Margaret laughs, reaching over to pat Dylan's hand. "You've always been thorough, sweetheart. It's what makes you good at what you do."
After dinner, Margaret draws me into the kitchen while the men clear the table, their voices carrying from the dining room. She hands me a dish towel, and we work side by side drying wine glasses.
"I haven't seen Dylan this happy in years," she says quietly, not looking at me but somehow seeing everything anyway. "After Elena..." She pauses, seems to reconsider. "Well. After everything that happened, he closed himself off. Threw himself into work, into saving the company. We worried he'd forgotten there was more to life than spreadsheets and acquisitions."
I don't know what to say to the gentle weight of her words.
"But these past few months," she continues, "something's changed. He smiles more. He comes to family dinners without us having to guilt him into it. He seems more like himself." She turns to me then, her expression soft but serious. "Thank you for that."
"I haven't done anything," I say, because it's true.
Margaret's smile is knowing. "Sometimes just being yourself is exactly what someone needs."
The words lodge in my chest, making it hard to breathe. Being myself was never enough for Oliver. I was always too ambitious, too independent, too unwilling to shrink myself to fit his vision.
But here, with Dylan's family, being myself seems to be exactly right.
We rejoin the others in the living room where Jake is showing the photos from their first family trip to Tokyo, telling stories that have everyone laughing. I settle into the couch, and Dylan sits beside me, not touching but close enough that I feel his warmth and smell his cologne mixed with something that's just him.
"This one," Jake says, pulling up a photo from the family album, "is Dylan trying to eat sushi with chopsticks for the first time. He dropped the same piece three times before giving up and using a fork."
"I was twelve," Dylan protests.
"And stubborn," Thomas adds fondly. "Refused to ask for help even though the waiter offered to show him."
"Sounds familiar," I murmur, and Dylan turns to me with mock offense.
"Are you saying I'm still stubborn?"
"I'm saying you once spent three hours trying to fix a formatting error yourself instead of calling IT."
Jake laughs delightedly. "Call him out, Avery."
The evening winds down naturally, comfortable tiredness from good food and better company. As I help gather coffee cups, I catch a moment between Thomas and Margaret in the kitchen, the way he touches her lower back as he passes, the way she leans into him briefly, forty years of marriage distilled into these small intimacies that speak of enduring love.
"Avery," Thomas says as I'm putting on my coat. "You're welcome here anytime. With or without this one." He nods toward Dylan. "We'd love to have you back."
"Thank you," I manage around the tightness in my throat. "This was... lovely."
Jake hugs me goodbye like we've known each other for years. "Next time, I'm bringing my girlfriend," he says. "If I ever findone who isn't allergic to commitment. You can help me screen candidates."
"Jake, leave her alone," Dylan says, but he's smiling.
Margaret hugs me too, whispers, "Don't let him overthink everything. He has a tendency to do that."
Then Dylan is walking me to my car, and we're alone in the driveway with the city lights spread around us like scattered diamonds. The fog is starting to roll in, softening the edges of everything, making the world feel smaller, more intimate.
"Thank you for tonight," I say softly. "Your family is..." I trail off, not sure how to capture what I've just experienced. Warm. Loving. Everything I didn't know I was missing.
Dylan steps closer, and that electric charge that's been building all week sparks between us. "They liked you," he says. "Just the way you are."
My heart stutters.
"I wanted you to know—" He stops, seems to reconsider his words, choosing them with the same care he brings to everything. "My family isn’t one of those ‘fancy’ families that push others to act a certain way just to match some pointless standards. I hope you felt comfortable being yourself with us."
The observation is so precise, so carefully targeted at the hurt I've never fully voiced, that I realize he understands me in ways I haven't even articulated to Jessica. He sees the wounds Oliver and his family left, sees the way I've wrapped myself in armor to prevent it from happening again.
I look up at him, heart pounding so hard I'm sure he can hear it. The fog makes everything feel dreamlike. His eyes are dark in the dim light, focused on me with an intensity that makes my stomach flip.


Task statement
Your answer should consist of each line below that contains the string "forces".

Recorded information
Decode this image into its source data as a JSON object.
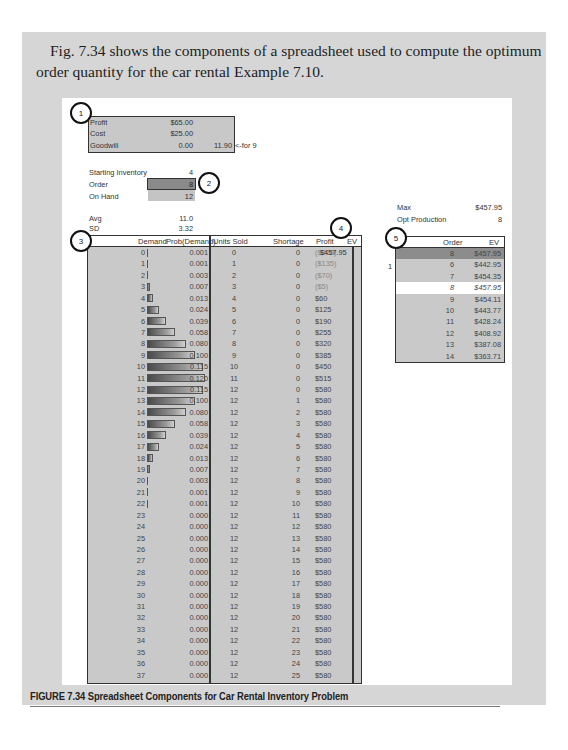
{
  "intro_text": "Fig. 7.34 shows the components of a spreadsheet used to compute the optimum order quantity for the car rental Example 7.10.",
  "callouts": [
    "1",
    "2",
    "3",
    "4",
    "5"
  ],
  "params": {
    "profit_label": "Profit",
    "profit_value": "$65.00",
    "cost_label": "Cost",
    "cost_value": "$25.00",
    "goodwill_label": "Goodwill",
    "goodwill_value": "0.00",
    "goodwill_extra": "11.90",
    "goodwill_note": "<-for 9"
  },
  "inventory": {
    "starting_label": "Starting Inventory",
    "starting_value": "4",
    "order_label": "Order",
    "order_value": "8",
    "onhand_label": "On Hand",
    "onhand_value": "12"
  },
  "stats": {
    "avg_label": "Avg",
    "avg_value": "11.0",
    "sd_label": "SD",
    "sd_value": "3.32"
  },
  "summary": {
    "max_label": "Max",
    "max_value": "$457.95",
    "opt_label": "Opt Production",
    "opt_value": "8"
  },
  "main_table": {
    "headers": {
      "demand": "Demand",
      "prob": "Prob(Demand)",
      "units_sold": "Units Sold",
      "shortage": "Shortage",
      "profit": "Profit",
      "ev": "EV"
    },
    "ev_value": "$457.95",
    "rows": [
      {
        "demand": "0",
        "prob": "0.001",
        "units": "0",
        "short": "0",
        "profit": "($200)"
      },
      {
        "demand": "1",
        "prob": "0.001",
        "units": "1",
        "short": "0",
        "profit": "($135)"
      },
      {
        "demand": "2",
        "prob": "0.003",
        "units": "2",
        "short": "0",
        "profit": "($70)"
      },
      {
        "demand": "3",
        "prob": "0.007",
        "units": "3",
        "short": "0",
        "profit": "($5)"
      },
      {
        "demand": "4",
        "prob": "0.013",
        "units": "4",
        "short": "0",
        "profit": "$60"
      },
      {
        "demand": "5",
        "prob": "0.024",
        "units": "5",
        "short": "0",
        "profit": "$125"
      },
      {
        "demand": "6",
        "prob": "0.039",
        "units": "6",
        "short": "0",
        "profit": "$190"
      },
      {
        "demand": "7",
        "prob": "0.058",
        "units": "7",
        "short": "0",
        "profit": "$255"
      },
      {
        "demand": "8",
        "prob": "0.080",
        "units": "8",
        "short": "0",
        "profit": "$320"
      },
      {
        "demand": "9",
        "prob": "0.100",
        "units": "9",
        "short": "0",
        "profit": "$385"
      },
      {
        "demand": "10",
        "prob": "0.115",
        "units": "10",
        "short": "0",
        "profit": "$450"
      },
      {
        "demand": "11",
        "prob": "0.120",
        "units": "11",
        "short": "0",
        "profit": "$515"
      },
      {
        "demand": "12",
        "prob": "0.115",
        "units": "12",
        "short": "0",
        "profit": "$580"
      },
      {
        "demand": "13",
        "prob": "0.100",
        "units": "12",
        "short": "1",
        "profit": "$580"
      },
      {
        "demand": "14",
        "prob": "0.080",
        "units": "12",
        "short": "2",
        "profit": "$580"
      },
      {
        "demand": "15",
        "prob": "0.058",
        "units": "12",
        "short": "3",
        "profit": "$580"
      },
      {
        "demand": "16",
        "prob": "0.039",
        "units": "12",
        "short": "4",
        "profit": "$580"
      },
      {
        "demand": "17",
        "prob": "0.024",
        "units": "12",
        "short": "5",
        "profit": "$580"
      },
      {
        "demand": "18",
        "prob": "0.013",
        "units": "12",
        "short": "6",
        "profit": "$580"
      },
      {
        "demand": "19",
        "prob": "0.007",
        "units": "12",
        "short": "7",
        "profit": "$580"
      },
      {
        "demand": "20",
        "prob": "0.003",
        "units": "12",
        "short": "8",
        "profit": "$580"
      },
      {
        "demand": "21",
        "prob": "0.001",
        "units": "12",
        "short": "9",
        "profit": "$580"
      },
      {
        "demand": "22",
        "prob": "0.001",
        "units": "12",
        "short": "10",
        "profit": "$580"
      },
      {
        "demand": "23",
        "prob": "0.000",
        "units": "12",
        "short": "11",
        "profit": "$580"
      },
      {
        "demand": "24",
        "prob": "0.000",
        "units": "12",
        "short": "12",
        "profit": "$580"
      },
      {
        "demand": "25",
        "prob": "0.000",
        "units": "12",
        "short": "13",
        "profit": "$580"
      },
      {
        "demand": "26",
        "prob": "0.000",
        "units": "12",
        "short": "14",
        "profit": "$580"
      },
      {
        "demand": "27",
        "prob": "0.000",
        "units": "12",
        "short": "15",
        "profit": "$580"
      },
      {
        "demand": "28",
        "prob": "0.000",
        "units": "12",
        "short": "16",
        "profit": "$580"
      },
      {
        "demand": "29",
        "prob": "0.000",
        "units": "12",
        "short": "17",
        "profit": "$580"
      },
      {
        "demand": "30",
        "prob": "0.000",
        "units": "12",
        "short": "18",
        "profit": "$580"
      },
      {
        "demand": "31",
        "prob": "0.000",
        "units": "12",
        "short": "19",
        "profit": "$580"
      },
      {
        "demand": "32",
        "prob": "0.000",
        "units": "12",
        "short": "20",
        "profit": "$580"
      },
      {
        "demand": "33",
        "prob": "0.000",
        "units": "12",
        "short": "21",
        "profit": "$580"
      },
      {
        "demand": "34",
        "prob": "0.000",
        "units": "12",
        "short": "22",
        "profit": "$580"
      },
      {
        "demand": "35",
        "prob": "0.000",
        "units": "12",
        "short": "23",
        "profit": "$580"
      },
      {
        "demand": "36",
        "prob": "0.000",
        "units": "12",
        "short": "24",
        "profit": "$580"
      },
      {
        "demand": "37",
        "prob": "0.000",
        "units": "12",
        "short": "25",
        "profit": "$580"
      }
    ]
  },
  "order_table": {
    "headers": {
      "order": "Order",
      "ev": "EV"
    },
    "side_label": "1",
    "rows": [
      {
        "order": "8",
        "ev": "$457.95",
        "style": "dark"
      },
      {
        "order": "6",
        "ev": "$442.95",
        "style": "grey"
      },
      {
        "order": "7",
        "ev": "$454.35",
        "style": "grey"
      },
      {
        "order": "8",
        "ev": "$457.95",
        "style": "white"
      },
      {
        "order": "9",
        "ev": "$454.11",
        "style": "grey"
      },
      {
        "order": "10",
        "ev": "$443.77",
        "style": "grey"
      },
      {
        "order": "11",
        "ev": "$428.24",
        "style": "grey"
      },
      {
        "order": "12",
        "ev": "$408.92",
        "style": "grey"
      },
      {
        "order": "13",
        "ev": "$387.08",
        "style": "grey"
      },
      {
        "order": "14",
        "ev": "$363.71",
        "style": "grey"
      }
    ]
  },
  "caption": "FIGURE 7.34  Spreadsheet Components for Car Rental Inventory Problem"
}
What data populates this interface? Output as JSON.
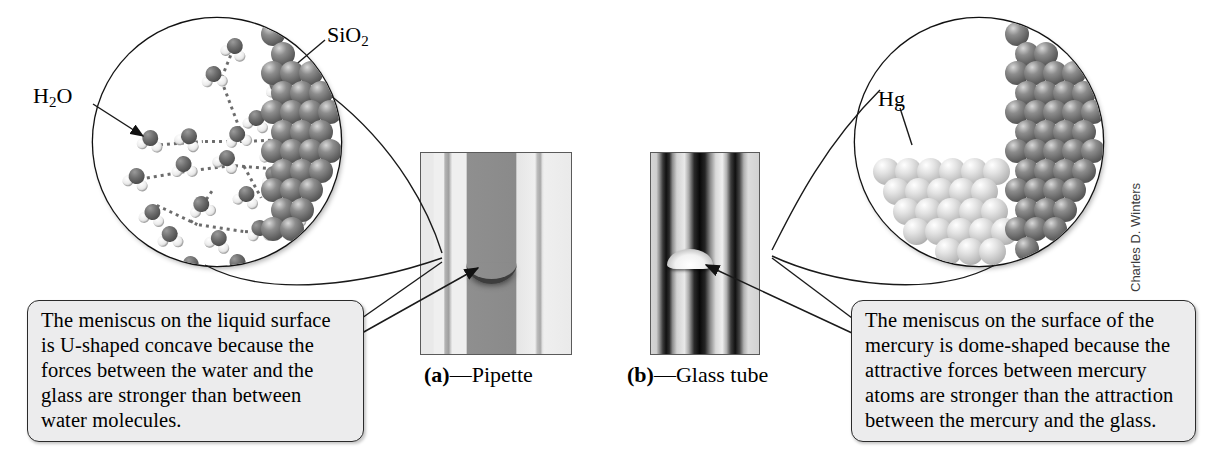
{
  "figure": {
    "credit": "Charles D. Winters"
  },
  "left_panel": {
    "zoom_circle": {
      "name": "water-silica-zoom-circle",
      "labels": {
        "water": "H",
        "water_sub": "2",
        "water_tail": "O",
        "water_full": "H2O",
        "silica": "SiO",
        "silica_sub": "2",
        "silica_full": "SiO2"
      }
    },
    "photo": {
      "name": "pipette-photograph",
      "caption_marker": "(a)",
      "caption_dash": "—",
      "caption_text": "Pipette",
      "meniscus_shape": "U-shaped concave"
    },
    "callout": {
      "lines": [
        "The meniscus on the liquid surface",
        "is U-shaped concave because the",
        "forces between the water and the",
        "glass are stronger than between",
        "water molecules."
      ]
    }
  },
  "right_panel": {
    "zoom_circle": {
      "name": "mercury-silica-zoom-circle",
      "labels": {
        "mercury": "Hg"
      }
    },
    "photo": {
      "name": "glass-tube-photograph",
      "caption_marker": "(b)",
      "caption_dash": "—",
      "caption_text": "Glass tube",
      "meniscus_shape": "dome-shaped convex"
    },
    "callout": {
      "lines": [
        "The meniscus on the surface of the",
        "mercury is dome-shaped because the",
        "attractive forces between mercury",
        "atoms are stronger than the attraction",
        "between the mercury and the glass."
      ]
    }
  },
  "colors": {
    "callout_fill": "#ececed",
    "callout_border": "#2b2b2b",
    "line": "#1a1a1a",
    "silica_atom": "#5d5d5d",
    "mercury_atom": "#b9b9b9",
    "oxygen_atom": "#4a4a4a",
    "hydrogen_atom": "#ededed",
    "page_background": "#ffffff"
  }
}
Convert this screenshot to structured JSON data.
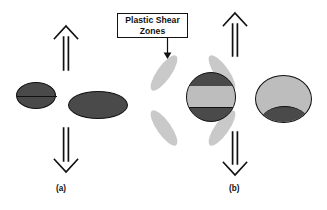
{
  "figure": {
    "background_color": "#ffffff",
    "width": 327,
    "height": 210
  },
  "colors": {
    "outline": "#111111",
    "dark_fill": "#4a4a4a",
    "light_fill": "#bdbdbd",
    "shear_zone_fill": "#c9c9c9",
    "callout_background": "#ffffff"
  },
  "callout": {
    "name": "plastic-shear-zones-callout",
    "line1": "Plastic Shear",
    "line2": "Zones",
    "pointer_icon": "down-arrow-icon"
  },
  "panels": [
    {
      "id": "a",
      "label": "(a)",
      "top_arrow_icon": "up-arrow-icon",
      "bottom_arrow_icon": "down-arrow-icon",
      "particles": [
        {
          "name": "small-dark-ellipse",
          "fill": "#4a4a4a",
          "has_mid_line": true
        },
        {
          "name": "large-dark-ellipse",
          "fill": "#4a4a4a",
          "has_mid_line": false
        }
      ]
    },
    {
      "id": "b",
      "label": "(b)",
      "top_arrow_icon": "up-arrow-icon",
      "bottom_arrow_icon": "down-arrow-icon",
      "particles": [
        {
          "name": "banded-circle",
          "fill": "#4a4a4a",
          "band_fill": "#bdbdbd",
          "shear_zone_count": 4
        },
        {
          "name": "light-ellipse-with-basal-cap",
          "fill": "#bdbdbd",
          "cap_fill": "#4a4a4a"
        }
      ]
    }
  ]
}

...

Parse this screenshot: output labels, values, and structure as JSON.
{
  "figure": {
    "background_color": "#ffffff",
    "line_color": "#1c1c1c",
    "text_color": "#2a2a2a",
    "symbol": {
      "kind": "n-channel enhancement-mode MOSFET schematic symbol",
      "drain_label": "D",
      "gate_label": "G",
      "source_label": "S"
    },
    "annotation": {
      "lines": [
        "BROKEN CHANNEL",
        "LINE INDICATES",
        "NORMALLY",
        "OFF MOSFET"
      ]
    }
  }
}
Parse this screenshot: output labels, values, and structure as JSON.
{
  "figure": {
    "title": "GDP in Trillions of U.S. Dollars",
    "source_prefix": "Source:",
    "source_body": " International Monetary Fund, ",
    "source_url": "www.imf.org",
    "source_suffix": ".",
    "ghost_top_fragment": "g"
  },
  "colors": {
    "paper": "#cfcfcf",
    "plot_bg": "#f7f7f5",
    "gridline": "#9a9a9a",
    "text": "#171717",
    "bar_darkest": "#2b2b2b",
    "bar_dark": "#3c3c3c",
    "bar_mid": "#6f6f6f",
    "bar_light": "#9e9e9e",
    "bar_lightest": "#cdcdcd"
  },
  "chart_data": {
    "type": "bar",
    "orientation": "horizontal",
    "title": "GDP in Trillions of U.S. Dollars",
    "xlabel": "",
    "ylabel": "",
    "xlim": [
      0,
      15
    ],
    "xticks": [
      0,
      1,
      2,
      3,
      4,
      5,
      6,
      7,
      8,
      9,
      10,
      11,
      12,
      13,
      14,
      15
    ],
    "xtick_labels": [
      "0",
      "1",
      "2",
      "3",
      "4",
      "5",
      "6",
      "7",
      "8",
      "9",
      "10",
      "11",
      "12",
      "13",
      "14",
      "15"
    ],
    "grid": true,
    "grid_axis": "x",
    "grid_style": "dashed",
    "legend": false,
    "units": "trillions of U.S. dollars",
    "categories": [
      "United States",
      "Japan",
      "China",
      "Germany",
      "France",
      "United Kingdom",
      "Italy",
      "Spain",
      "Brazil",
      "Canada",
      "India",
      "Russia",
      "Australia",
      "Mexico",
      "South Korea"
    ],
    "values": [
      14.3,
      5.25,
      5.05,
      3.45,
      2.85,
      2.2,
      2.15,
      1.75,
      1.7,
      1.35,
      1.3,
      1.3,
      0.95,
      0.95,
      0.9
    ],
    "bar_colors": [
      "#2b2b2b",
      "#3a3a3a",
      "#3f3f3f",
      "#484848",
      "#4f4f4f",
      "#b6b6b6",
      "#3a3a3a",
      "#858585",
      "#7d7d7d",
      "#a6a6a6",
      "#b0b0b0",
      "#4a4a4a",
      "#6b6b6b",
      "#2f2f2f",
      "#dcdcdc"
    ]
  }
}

Finished exercise
        "forces between the water and the",
        "attractive forces between mercury",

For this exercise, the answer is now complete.